What is dynamic discounting and how does it relate to invoice processing?
Dynamic discounting is a supply chain finance technique where a buyer offers early payment to a supplier in exchange for a payment discount negotiated dynamically based on the number of days paid early. Unlike traditional early payment discounts (e.g., 2/10 net 30), the discount rate in dynamic discounting adjusts proportionally to how early the payment is made. Dynamic discounting requires automated invoice processing and approval to offer early payment opportunities to suppliers.
How does a dynamic discounting program work?
Dynamic discounting program mechanism: (1) Buyer approves an invoice in their AP system; (2) The invoice is posted to a dynamic discounting platform (integrated with buyer's ERP); (3) Supplier logs in and sees approved invoices available for early payment; (4) Supplier selects the desired early payment date; (5) Platform calculates the discount rate based on days early and an agreed annualized discount rate (typically 6-12 percent); (6) Buyer pays early; supplier receives payment minus the discount. The buyer funds early payments from their own cash, so no third-party funder is involved (unlike reverse factoring).
Frequently Asked Questions
- What is the difference between dynamic discounting and reverse factoring?
- In dynamic discounting, the buyer uses its own cash to fund early payments and earns the discount as a return on cash. In reverse factoring (supply chain finance), a third-party funder (bank or fintech) pays the supplier early and waits for the buyer to pay on the original due date; the buyer's supply chain finance facility funds the early payment. Dynamic discounting is balance-sheet neutral for the buyer (cash out earlier); reverse factoring extends the buyer's payment terms while giving suppliers early payment.
- What invoice processing capabilities are needed for dynamic discounting?
- Dynamic discounting requires: (1) Touchless invoice processing and rapid three-way match (invoices must be approved quickly to create a viable early payment window); (2) ERP integration with the dynamic discounting platform; (3) Electronic invoice receipt to minimize processing time; (4) Supplier portal or API for supplier-side payment date selection; (5) Automated payment execution on the agreed early payment date. Manual invoice processing creates too long a delay between invoice receipt and approval to leave a meaningful early payment window.
Related Concepts
- What is supply chain finance and how does it use invoice data?
- What is reverse factoring and how does it connect to invoice compliance?
- What is DPO (Days Payable Outstanding) and how does it relate to invoice management?
- What is three-way match in accounts payable and how does it work?
- What is invoice financing and what are the main types?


**EXERCISE DETAILS:** The reply should reproduce every line of the data below word for word, minus any images.

**THE DATA:**
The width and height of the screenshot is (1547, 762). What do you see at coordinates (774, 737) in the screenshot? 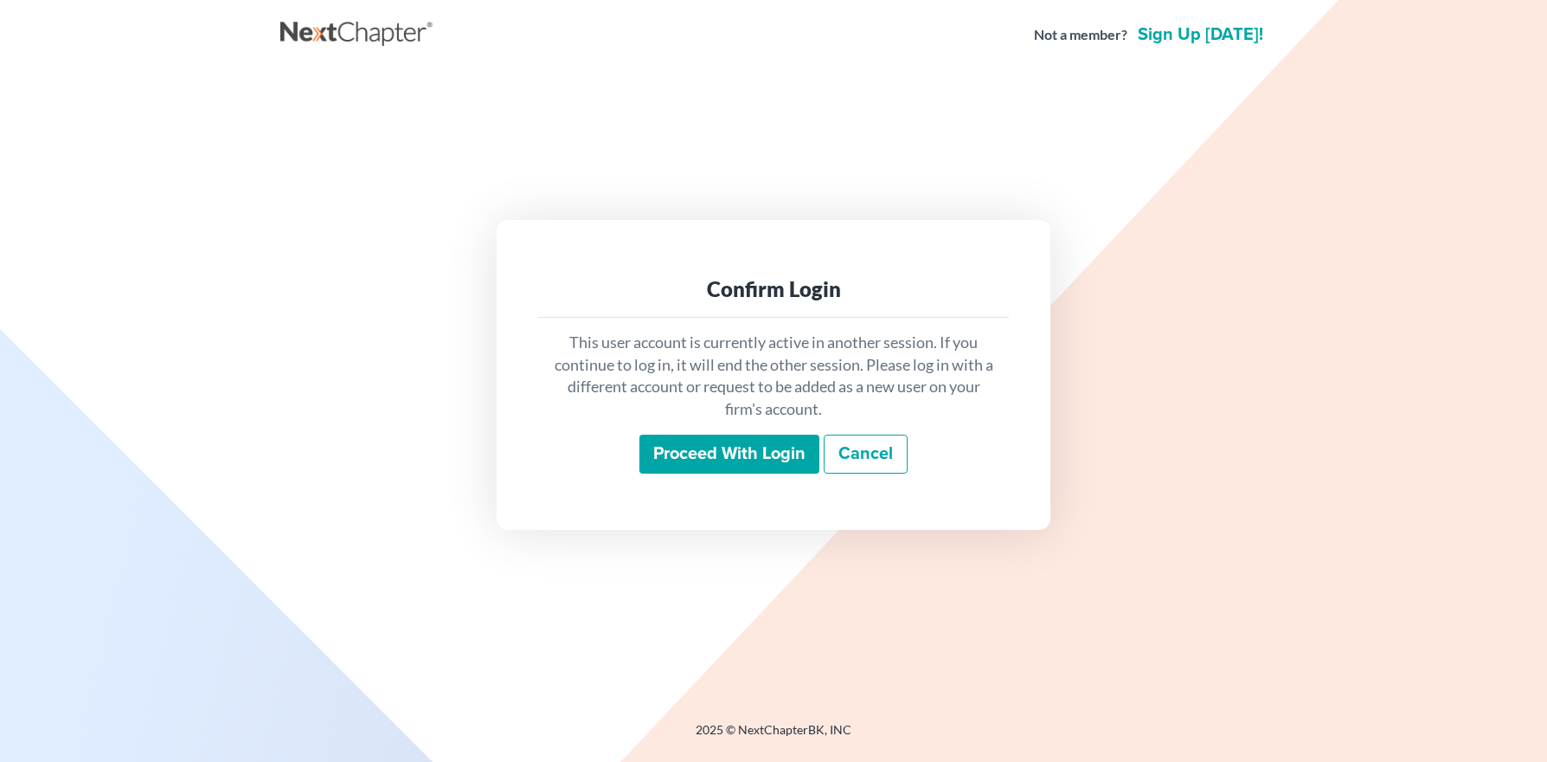
I see `div: 2025 © NextChapterBK, INC` at bounding box center [774, 737].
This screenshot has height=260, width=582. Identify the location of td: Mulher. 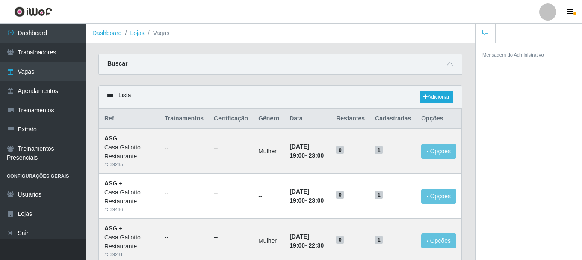
(269, 151).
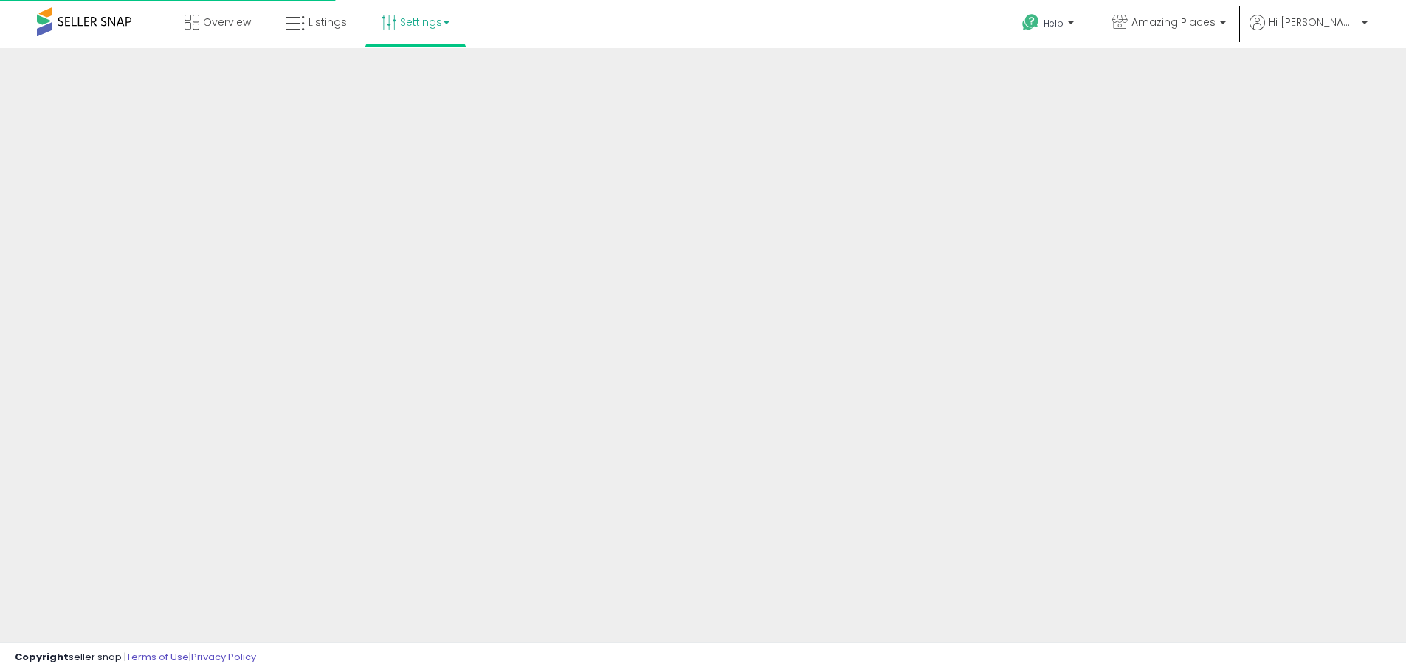  I want to click on a: Help, so click(1049, 25).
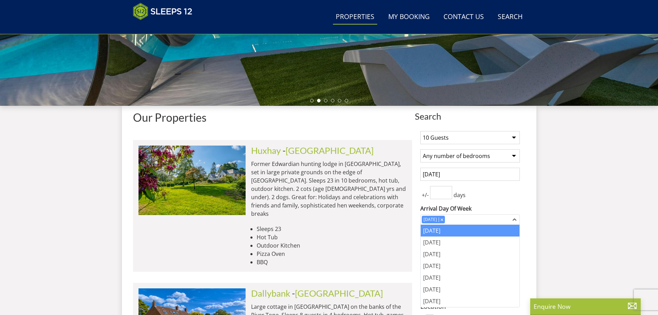  Describe the element at coordinates (470, 306) in the screenshot. I see `h3: Location` at that location.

**TASK RESULT:**
The width and height of the screenshot is (1547, 762). What do you see at coordinates (774, 737) in the screenshot? 
I see `div: 2025 © NextChapterBK, INC` at bounding box center [774, 737].
This screenshot has height=260, width=582. Identify the location of td: Mulher. 
(269, 151).
  I want to click on a: Help, so click(1049, 25).
  Describe the element at coordinates (470, 306) in the screenshot. I see `h3: Location` at that location.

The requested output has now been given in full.